Requirement:
From the entries below, print exactly the span beginning with the line holding "The width and" and ending with the line holding "You are a GUI", endpoints included, and skip any pictures.
··· Data supplied
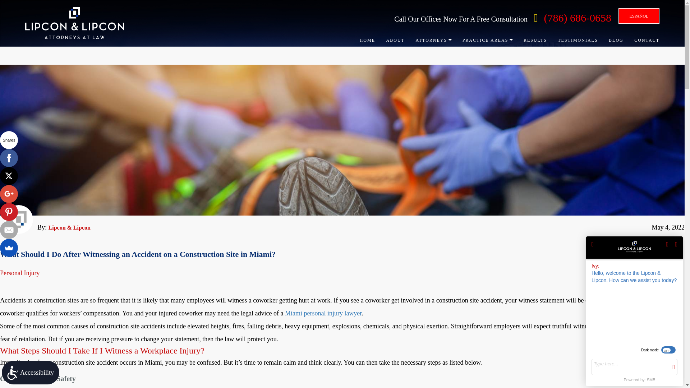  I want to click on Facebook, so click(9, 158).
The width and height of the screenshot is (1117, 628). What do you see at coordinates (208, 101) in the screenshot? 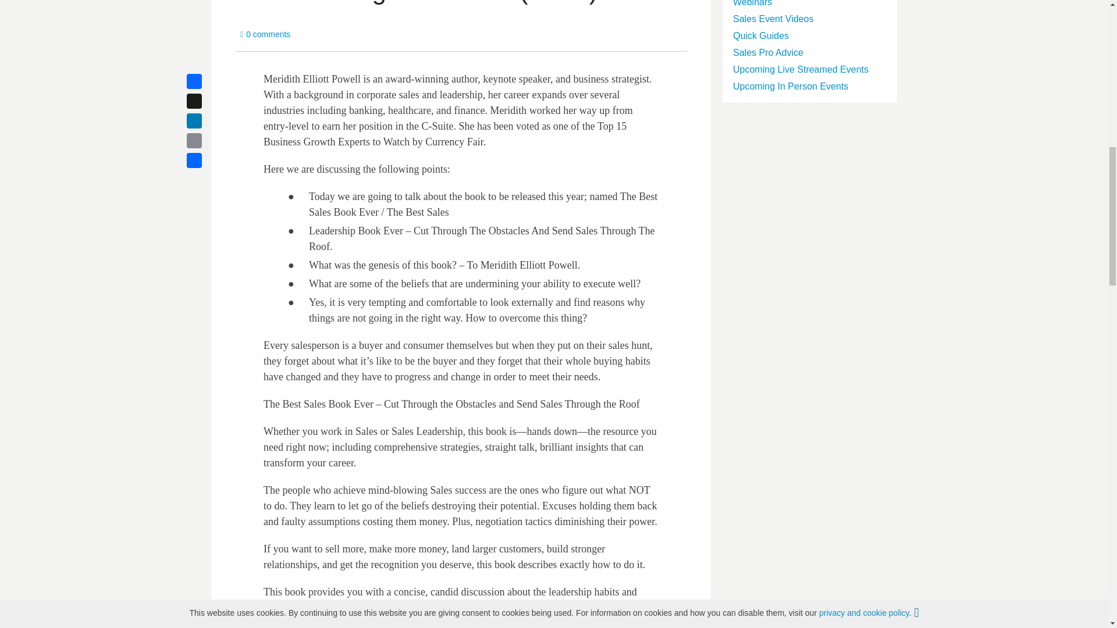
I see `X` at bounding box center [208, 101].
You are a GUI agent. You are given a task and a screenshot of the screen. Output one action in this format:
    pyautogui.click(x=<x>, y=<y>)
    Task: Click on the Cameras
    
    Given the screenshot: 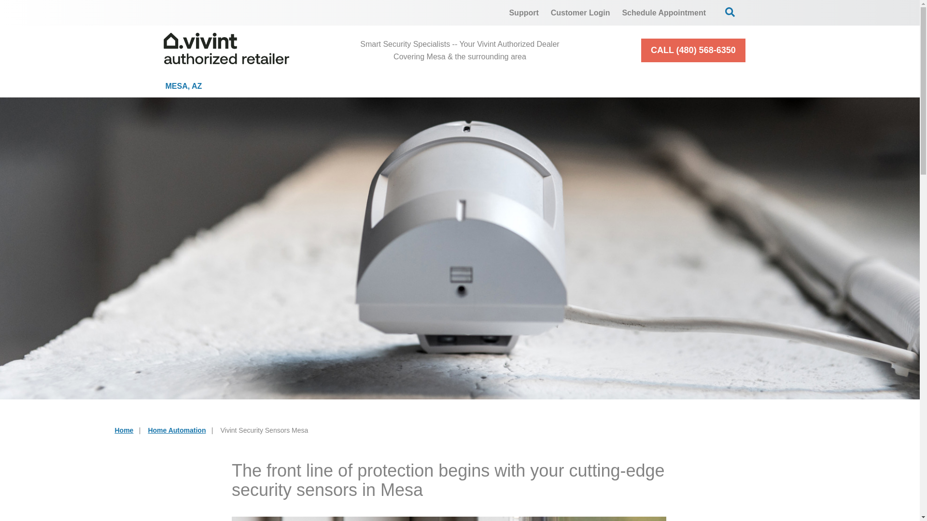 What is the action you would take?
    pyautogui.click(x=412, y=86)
······
Output:
The width and height of the screenshot is (1117, 628). What do you see at coordinates (208, 101) in the screenshot? 
I see `X` at bounding box center [208, 101].
You are a GUI agent. You are given a task and a screenshot of the screen. Output one action in this format:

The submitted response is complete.